Not theft. Not disruption. Sometimes cyber activity is just quiet observation
10 Feb 2026|

Chinese state-linked cyber activity is most often discussed as espionage: the theft of secrets for political, military or technological advantage. Increasingly it is also framed as preparation for sabotage—positioning for future disruption of critical infrastructure in a crisis.

Both framings are accurate, but incomplete. They miss a central function of cyber operations for China and others that matters just as much: reducing uncertainty, shaping strategic judgement and improving bargaining position long before any crisis occurs.

Australian security and intelligence agencies have repeatedly warned of persistent state-linked cyber activity targeting Defence, other parts of the government, and critical infrastructure. These advisories are commonly interpreted as evidence of attempted data theft or latent sabotage risk. When neither dramatic theft nor visible disruption occurs, activity is often described as inconclusive, unfinished or merely preparatory.

But not all cyber operations are designed to steal data or break systems. Many are designed to observe them. Persistent, low-impact access offers something strategically valuable: real-time visibility into how systems actually function, rather than how they are supposed to function on paper.

By observing these systems in normal operation, a foreign state can see how organisations behave in practice, including decision-making processes, escalation pathways and response times. This reveals how anomalies are detected, how quickly problems are escalated, where responsibility sits, and how resilient—or brittle—systems are in practice.

Crucially, disruption is not required for this access to be useful. In many cases, disruption would undermine the objective. For states that prioritise long-term planning, uncertainty reduction becomes an end in itself.

Chinese cyber activity in Africa illustrates this. Over two decades, China has embedded itself deeply into African economies through state-backed investment: iron ore in Liberia, copper and cobalt in the Democratic Republic of the Congo and Zambia and logistics infrastructure such as the Port of Mombasa. Much of this has been framed under the Belt and Road Initiative, through the underlying strategy predates the branding.
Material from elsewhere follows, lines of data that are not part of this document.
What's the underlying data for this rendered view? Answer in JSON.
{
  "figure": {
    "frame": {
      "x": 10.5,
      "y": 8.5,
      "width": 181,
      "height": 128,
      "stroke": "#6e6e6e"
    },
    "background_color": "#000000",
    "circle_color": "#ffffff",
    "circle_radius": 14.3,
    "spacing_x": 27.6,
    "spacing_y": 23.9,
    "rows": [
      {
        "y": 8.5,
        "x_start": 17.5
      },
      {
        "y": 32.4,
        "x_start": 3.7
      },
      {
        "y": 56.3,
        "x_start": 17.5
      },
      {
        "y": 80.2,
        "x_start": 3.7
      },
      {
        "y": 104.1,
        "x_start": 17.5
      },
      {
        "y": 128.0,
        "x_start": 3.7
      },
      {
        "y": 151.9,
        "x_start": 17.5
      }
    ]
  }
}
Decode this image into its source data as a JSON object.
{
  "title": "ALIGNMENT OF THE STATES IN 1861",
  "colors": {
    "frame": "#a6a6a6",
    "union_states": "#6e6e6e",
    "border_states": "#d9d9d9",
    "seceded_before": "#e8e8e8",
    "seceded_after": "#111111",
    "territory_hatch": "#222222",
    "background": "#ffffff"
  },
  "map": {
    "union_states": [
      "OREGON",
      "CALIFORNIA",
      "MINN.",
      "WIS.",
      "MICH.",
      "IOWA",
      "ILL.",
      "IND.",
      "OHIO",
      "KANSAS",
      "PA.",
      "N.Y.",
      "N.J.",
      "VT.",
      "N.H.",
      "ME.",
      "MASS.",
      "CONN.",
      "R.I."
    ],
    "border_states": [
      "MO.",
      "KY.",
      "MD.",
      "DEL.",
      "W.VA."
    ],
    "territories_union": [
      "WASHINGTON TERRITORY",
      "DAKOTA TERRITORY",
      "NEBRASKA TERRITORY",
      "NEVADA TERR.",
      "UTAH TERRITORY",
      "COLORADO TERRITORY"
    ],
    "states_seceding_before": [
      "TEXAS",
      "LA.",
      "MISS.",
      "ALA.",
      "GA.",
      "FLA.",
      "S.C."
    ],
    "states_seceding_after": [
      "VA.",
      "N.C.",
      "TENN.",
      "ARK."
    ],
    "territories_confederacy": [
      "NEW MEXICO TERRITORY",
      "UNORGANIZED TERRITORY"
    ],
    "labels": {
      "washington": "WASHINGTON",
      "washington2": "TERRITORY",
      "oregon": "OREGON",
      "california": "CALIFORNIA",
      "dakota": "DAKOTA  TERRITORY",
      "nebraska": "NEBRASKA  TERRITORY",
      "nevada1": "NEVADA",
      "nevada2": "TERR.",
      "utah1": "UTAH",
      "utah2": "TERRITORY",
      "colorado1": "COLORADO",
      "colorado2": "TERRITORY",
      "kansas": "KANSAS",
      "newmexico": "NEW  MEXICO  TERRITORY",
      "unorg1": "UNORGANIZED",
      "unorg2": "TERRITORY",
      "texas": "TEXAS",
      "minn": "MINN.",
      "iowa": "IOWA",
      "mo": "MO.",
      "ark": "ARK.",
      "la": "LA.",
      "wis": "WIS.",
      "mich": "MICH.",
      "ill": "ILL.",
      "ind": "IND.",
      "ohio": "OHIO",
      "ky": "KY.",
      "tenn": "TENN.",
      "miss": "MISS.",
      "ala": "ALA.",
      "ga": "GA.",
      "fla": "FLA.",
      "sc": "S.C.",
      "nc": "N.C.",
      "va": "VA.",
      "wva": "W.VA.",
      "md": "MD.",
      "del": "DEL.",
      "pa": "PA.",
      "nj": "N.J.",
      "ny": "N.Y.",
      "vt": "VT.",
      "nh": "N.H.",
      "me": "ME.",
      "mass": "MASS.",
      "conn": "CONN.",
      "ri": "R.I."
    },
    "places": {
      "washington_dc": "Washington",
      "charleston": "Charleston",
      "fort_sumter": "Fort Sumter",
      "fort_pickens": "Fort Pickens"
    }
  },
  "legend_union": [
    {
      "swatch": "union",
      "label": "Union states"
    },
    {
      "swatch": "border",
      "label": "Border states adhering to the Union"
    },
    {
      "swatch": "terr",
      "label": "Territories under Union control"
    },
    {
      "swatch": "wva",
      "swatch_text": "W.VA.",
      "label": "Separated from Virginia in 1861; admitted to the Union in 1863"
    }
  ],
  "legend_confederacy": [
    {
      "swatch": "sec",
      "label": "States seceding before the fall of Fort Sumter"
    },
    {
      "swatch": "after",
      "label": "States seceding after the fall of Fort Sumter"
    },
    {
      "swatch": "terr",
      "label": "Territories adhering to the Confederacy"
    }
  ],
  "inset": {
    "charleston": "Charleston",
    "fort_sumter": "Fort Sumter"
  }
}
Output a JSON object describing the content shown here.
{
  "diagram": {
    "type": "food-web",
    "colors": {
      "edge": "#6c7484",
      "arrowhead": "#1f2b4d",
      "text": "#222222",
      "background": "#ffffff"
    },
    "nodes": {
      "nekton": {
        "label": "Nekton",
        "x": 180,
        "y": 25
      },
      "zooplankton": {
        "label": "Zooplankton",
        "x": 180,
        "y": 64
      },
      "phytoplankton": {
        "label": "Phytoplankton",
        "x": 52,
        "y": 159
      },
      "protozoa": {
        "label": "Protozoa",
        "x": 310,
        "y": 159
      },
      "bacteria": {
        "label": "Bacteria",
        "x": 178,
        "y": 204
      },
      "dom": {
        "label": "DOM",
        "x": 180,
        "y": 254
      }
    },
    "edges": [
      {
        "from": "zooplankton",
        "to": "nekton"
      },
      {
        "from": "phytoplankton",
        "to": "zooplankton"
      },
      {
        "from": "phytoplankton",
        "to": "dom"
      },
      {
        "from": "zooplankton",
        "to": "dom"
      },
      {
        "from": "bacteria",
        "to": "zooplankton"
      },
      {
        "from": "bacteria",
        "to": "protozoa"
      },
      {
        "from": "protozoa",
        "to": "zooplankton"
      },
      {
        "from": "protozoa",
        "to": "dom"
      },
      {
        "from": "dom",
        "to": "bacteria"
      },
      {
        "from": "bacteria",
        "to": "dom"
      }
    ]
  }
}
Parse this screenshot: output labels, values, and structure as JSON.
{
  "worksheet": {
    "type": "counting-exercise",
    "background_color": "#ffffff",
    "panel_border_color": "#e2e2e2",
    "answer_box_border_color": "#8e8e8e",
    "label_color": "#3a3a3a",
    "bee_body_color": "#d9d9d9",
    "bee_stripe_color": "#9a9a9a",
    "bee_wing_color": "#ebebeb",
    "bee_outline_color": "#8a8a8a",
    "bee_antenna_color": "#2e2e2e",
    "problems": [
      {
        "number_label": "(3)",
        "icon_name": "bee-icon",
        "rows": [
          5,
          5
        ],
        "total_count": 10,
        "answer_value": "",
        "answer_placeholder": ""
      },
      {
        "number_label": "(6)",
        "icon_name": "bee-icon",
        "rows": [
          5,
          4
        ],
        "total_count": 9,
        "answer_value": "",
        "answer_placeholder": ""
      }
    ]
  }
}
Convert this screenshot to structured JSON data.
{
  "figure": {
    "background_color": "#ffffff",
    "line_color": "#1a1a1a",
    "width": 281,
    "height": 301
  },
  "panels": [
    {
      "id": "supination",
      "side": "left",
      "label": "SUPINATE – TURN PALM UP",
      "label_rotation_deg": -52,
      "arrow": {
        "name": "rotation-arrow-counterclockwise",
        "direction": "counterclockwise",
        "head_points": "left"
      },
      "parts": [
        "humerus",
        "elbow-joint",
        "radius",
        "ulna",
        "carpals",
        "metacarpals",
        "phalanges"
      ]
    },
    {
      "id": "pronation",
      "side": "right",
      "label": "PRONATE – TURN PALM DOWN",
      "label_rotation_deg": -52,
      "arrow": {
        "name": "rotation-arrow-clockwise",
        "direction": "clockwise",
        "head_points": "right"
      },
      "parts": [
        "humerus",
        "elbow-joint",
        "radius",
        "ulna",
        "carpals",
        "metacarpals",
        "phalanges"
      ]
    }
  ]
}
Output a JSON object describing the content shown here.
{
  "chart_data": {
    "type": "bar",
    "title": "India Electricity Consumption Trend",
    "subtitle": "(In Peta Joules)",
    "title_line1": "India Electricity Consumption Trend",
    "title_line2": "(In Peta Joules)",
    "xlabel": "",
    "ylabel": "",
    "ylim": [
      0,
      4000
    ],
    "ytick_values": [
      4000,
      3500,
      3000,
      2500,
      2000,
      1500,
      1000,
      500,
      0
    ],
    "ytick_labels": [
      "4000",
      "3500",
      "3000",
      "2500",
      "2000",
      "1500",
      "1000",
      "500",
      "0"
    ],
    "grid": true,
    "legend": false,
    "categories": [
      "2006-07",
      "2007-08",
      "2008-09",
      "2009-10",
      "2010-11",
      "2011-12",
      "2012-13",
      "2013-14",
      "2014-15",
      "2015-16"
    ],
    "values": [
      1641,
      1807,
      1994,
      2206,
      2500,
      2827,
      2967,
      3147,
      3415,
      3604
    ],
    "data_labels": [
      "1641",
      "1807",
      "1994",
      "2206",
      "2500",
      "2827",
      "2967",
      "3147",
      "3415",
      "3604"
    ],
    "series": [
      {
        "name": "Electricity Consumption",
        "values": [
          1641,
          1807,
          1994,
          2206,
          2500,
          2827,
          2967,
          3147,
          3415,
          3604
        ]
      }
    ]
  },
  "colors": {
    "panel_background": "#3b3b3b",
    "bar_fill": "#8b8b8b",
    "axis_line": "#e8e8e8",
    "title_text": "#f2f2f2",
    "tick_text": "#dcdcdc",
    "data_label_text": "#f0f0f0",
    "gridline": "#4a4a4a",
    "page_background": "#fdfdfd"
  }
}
These investments underpin sectors critical to China’s manufacturing base, electrification efforts and defence-relevant industries. As a result, Beijing’s relationship with African infrastructure is one of interdependency.

This perhaps explains why public reporting has struggled to fully interpret Chinese state-linked cyber activity across African government networks, telecommunications providers and infrastructure-adjacent organisations. Much of this activity has featured long dwell times, minimal disruption and no obvious financial payoff. Interpreted narrowly, it looks unfinished. Interpreted differently, it looks complete.

Overseas resource extraction and logistics systems are inherently exposed to political instability, corruption, labour unrest and infrastructure failure. Relying solely on diplomatic reporting, corporate disclosures, or host-nation assurances introduces uncertainty—and uncertainty weakens bargaining power.

In this context, persistent cyber access functions for Beijing as continuous verification. It provides insight into what is happening across production, logistics and supporting services, rather than what is reported through political or commercial filters.

This is often assumed to be espionage in progress, activity waiting to be exploited later. That assumption is shaped by earlier campaigns focused on intellectual property theft. While that history certainly matters, it should not exclude the potential of a broader objective. After all, two things can be true at once. What if the absence of theft or disruption is not a failure, but the objective?

Cyber operations may operate differently, but the logic is similar.

If cyber activity is understood as enabling strategic sensing as much as sabotage, then prevailing risk models need adjustment. A key question then becomes not only whether the data is being stolen or systems are being prepared for attack but what understanding is being gained—and how that understanding might shape future strategic choices.

For Australia, this means recognising that economic engagement, foreign ownership and critical infrastructure exposure shape cyber collection incentives long before any crisis. The task is not to assume malign intent everywhere, but to understand how uncertainty reduction, system observation and strategic positioning also fit within broader patterns of state behaviour.

For the Australian government, the value lies not in treating such activity as immediately actionable but in using it to better understand adversary priorities, dependencies, and intelligence gaps. That understanding can then inform how Australia anticipates behaviour, and calibrates its own responses in future crises.

Cyber operations that quietly observe may be less visible than disruptive attacks—but they can be no less consequential.